Twelve years ago, an earthquake flattened much of Christchurch’s downtown. Civil defence, as well as those nearby and able to help, responded immediately to rescue those trapped. Local government kept everyone informed while working to restore services. Central government provided necessary support. And civil society came together to assist.
Everyone did the best they could, faced with a horrible situation.
The more substantial problems came later, in planning the recovery and rebuild.
The past fortnight’s heavy rains and cyclone have been horrible. Again, civil defence has jumped to respond, along with neighbours, communities, and local and central government. We will hear more of their stories as communications are restored.
Those of us far from the damage look on in horror and in appreciation of others’ efforts. And, at least for some of us, in hope that some of the cautionary lessons of the Christchurch rebuild are kept in mind.
Five years ago, Dr Bryce Wilkinson and I co-authored a report on Christchurch’s recovery from disaster. The biggest lesson, at least for me, was that it is far too easy for government to unintentionally frustrate and stall recovery.
After the immediate civil defence response, local government in Christchurch encouraged ambitious reimaginings of what the city could look like. But central government was to be on the hook for costly projects to which it had not entirely agreed. Central government then required a retrenching to less costly plans.
At every point along the way, it was far from clear what would be allowed on different downtown sites. Earthquakes generate their own form of uncertainty – some of which took geotechnical site assessments to sort out. Regulatory uncertainty was harder to resolve.
As one simple example, 757 days after the February 2011 earthquake, the owners of the Copthorne Hotel were ready to rebuild, the insurers were ready to pay, and the city was desperately short of hotel spaces. But nobody could tell the hotel’s owners whether they would be allowed to rebuild. You see, the planners had a vision for an Arts Precinct in the area, and the planners had not decided yet whether such a Precinct was a good place for a hotel.
The earthquake provided an opportunity to play at the old computer game SimCity – but with a real city, with real people whose hopes and dreams cannot be paused while planners decide.
Floods are awful, but they thankfully do not provide the same tabula rasa for games of SimCity. Nevertheless, putting homeowners on hold while coming up with broader schemes for climate adaptation and managed retreat would be a mistake. Hopefully, that risk is avoided.
One option that the government might consider, if it worries that too many houses are built in places that are too risky, is an adjustment to how EQC premiums are set.
Currently, your EQC levy depends only on the value of your property. A million-dollar home perched on an unstable clifftop with beautiful views will pay the same EQC levy as a million-dollar property in the safest part of the country.
Work by Motu in 2018 showed that this aspect of our natural disaster insurance scheme works, on average, to the advantage of richer neighbourhoods rather than poorer ones. Letting premiums vary with riskiness would encourage building in safer places. It might also reassure private insurers who seem to have feared the political risks of such moves.
Another lesson from Christchurch is that government might help to resolve uncertainty that would otherwise hinder recovery.
Natural disasters can reveal parts of insurance contracts that had seemed clear when contracts were signed but are anything but come the event. Simply having a decision can matter more than what the decision is. A decision lets everyone move on.
In some cases, the cost of pursuing a declaratory judgment can make for delays if each affected party hopes someone else, also affected, takes on that burden. The government could watch for areas where a test case would help everyone move on.
Ironically enough, government inadvertently created some of those contractual uncertainties in Christchurch by changing building requirements while the rebuild was in progress. If a building were insured for restoration to an as-new status, but a change in the rules meant that the building as-new could no longer be consented at that site, how should insurance proceed? Building to the new standard would be a betterment. But reinstating to the insured specification would result in an unusable building.
We are still deeply in the immediate response to the cyclone. The government’s priority very rightly has been finding those lost, rescuing those in need, delivering aid, and securing communications. Hopefully, the weather will clear and the scale of revealed damage will be less than we might fear.
But the recovery and rebuild to come will be substantial. And Christchurch provides a few cautionary lessons.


- Exercise directions -
Go over the lines below, and when one contains the word "plot", copy it.
↓↓↓
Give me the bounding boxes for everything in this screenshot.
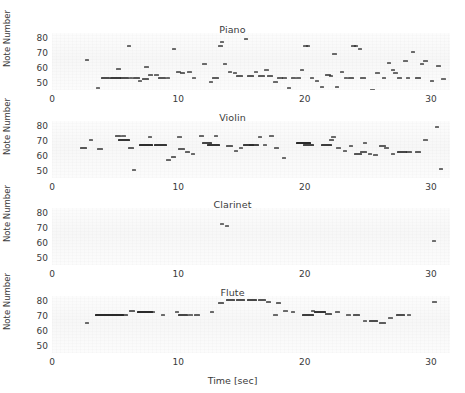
note-mark bbox=[89, 139, 93, 141]
note-mark bbox=[332, 53, 336, 55]
x-tick-label: 0 bbox=[49, 357, 55, 367]
note-mark bbox=[439, 168, 443, 170]
note-mark bbox=[343, 150, 347, 152]
note-mark bbox=[397, 77, 402, 79]
note-mark bbox=[315, 80, 319, 82]
x-tick-label: 20 bbox=[299, 182, 310, 192]
note-mark bbox=[393, 72, 397, 74]
note-mark bbox=[244, 38, 248, 40]
note-mark bbox=[306, 45, 310, 47]
x-tick-label: 0 bbox=[49, 269, 55, 279]
note-mark bbox=[96, 87, 100, 89]
note-mark bbox=[116, 68, 120, 70]
note-mark bbox=[329, 75, 333, 77]
note-mark bbox=[264, 69, 268, 71]
note-mark bbox=[101, 77, 110, 79]
plot-area-clarinet bbox=[52, 208, 450, 265]
note-mark bbox=[407, 314, 411, 316]
x-tick-label: 0 bbox=[49, 182, 55, 192]
y-ticks-flute: 50607080 bbox=[18, 296, 48, 353]
note-mark bbox=[154, 74, 158, 76]
note-mark bbox=[346, 314, 350, 316]
x-tick-label: 0 bbox=[49, 94, 55, 104]
note-mark bbox=[287, 87, 291, 89]
note-mark bbox=[360, 151, 367, 153]
x-tick-label: 20 bbox=[299, 357, 310, 367]
note-mark bbox=[85, 322, 89, 324]
x-tick-label: 30 bbox=[425, 94, 436, 104]
background-noise bbox=[52, 121, 450, 178]
note-mark bbox=[274, 147, 279, 149]
note-mark bbox=[192, 77, 196, 79]
note-mark bbox=[214, 135, 218, 137]
note-mark bbox=[212, 77, 218, 79]
note-mark bbox=[258, 136, 262, 138]
note-mark bbox=[348, 77, 354, 79]
note-mark bbox=[226, 145, 233, 147]
note-mark bbox=[247, 75, 255, 77]
note-mark bbox=[127, 45, 131, 47]
x-ticks-violin: 0102030 bbox=[52, 182, 450, 196]
y-tick-label: 80 bbox=[22, 209, 48, 218]
note-mark bbox=[158, 77, 166, 79]
note-mark bbox=[329, 139, 335, 141]
note-mark bbox=[175, 311, 179, 313]
x-tick-label: 30 bbox=[425, 182, 436, 192]
note-mark bbox=[191, 153, 195, 155]
note-mark bbox=[171, 156, 177, 158]
note-mark bbox=[411, 51, 415, 53]
y-tick-label: 50 bbox=[22, 79, 48, 88]
note-mark bbox=[202, 63, 206, 65]
note-mark bbox=[258, 299, 266, 301]
note-mark bbox=[132, 169, 136, 171]
note-mark bbox=[225, 225, 229, 227]
note-mark bbox=[368, 153, 372, 155]
note-mark bbox=[254, 71, 258, 73]
note-mark bbox=[166, 159, 171, 161]
note-mark bbox=[177, 136, 181, 138]
note-mark bbox=[258, 75, 265, 77]
note-mark bbox=[291, 311, 295, 313]
y-tick-label: 80 bbox=[22, 122, 48, 131]
note-mark bbox=[406, 77, 410, 79]
x-tick-label: 10 bbox=[173, 182, 184, 192]
note-mark bbox=[180, 72, 186, 74]
note-mark bbox=[349, 145, 353, 147]
note-mark bbox=[234, 150, 238, 152]
note-mark bbox=[239, 147, 243, 149]
note-mark bbox=[233, 72, 237, 74]
note-mark bbox=[384, 147, 388, 149]
note-mark bbox=[118, 139, 131, 141]
plot-area-piano bbox=[52, 33, 450, 90]
note-mark bbox=[340, 71, 344, 73]
note-mark bbox=[144, 66, 148, 68]
note-mark bbox=[266, 301, 271, 303]
note-mark bbox=[209, 81, 213, 83]
note-mark bbox=[300, 69, 304, 71]
x-tick-label: 10 bbox=[173, 269, 184, 279]
note-mark bbox=[151, 311, 155, 313]
note-mark bbox=[432, 301, 436, 303]
note-mark bbox=[273, 314, 277, 316]
note-mark bbox=[207, 144, 220, 146]
note-mark bbox=[178, 148, 184, 150]
note-mark bbox=[335, 311, 340, 313]
note-mark bbox=[218, 45, 223, 47]
note-mark bbox=[379, 322, 385, 324]
note-mark bbox=[388, 317, 392, 319]
note-mark bbox=[267, 75, 273, 77]
note-mark bbox=[178, 314, 188, 316]
x-tick-label: 10 bbox=[173, 94, 184, 104]
note-mark bbox=[282, 157, 286, 159]
note-mark bbox=[139, 144, 153, 146]
note-mark bbox=[387, 62, 391, 64]
note-mark bbox=[325, 313, 333, 315]
note-mark bbox=[133, 77, 141, 79]
x-tick-label: 10 bbox=[173, 357, 184, 367]
note-mark bbox=[154, 144, 167, 146]
y-tick-label: 70 bbox=[22, 312, 48, 321]
y-tick-label: 60 bbox=[22, 152, 48, 161]
x-ticks-piano: 0102030 bbox=[52, 94, 450, 108]
y-tick-label: 70 bbox=[22, 49, 48, 58]
note-mark bbox=[121, 314, 127, 316]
↑↑↑
- Solution to this exercise -
plot-area-clarinet bbox=[52, 208, 450, 265]
plot-area-piano bbox=[52, 33, 450, 90]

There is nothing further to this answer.